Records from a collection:
###
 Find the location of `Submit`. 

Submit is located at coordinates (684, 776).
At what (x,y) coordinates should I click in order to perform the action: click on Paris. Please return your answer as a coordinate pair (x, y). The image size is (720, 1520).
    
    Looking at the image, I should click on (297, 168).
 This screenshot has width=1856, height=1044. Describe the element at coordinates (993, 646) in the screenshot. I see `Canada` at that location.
###
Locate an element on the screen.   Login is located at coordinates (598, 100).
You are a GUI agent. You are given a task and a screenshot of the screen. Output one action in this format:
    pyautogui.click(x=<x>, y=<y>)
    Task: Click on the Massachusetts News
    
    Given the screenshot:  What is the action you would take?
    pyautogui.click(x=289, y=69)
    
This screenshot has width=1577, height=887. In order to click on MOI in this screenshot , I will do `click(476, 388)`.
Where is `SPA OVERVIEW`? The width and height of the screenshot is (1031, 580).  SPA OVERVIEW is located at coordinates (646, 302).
###
In the records above, the line with "Locate an element" marks the start and the line with "This screenshot has width=1577, height=887." marks the end; copy that stretch exactly, both lines included, and nothing else.

Expected answer:
Locate an element on the screen.   Login is located at coordinates (598, 100).
You are a GUI agent. You are given a task and a screenshot of the screen. Output one action in this format:
    pyautogui.click(x=<x>, y=<y>)
    Task: Click on the Massachusetts News
    
    Given the screenshot:  What is the action you would take?
    pyautogui.click(x=289, y=69)
    
This screenshot has width=1577, height=887. In order to click on MOI in this screenshot , I will do `click(476, 388)`.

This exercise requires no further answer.